__Information provided__:
_____
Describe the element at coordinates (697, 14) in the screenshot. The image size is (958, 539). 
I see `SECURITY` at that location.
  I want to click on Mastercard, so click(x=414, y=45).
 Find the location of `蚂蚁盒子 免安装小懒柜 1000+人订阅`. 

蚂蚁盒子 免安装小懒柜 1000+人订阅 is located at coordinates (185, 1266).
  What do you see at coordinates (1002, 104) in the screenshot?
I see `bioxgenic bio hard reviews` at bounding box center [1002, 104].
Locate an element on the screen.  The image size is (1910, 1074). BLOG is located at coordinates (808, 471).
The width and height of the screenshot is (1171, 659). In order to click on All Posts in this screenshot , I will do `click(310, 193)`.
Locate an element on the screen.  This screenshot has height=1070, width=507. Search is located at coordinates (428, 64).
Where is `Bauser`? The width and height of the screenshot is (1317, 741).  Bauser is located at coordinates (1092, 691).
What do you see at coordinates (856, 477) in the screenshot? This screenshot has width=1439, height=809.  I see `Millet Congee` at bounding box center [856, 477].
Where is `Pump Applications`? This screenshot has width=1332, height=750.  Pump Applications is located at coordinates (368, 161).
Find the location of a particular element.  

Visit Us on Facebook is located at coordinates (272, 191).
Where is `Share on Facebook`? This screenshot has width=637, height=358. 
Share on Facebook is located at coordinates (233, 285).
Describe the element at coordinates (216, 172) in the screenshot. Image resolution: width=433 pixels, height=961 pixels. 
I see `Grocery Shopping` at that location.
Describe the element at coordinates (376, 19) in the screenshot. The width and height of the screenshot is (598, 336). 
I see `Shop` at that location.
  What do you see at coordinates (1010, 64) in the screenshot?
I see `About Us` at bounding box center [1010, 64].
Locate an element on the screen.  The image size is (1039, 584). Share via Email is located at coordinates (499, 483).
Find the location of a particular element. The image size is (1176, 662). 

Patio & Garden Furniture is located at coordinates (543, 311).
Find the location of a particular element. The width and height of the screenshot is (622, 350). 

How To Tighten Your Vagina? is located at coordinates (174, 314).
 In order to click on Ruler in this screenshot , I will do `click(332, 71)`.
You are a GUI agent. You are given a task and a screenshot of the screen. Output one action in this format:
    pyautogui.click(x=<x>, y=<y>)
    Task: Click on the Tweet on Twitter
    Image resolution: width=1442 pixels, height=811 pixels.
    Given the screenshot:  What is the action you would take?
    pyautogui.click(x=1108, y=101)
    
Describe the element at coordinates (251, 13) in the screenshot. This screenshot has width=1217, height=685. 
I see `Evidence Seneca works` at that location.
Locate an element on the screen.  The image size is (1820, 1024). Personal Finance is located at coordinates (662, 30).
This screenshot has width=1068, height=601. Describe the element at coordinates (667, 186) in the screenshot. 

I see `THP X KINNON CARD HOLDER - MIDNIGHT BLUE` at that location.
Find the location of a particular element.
_____
__Task requirements__: What you return must be the lines from the line holding "Task: Click on the Tweet on Twitter" through the final line of the material, word for word, and nothing more.

__Your solution__:
    Task: Click on the Tweet on Twitter
    Image resolution: width=1442 pixels, height=811 pixels.
    Given the screenshot:  What is the action you would take?
    pyautogui.click(x=1108, y=101)
    
Describe the element at coordinates (251, 13) in the screenshot. This screenshot has width=1217, height=685. 
I see `Evidence Seneca works` at that location.
Locate an element on the screen.  The image size is (1820, 1024). Personal Finance is located at coordinates (662, 30).
This screenshot has width=1068, height=601. Describe the element at coordinates (667, 186) in the screenshot. 

I see `THP X KINNON CARD HOLDER - MIDNIGHT BLUE` at that location.
Find the location of a particular element.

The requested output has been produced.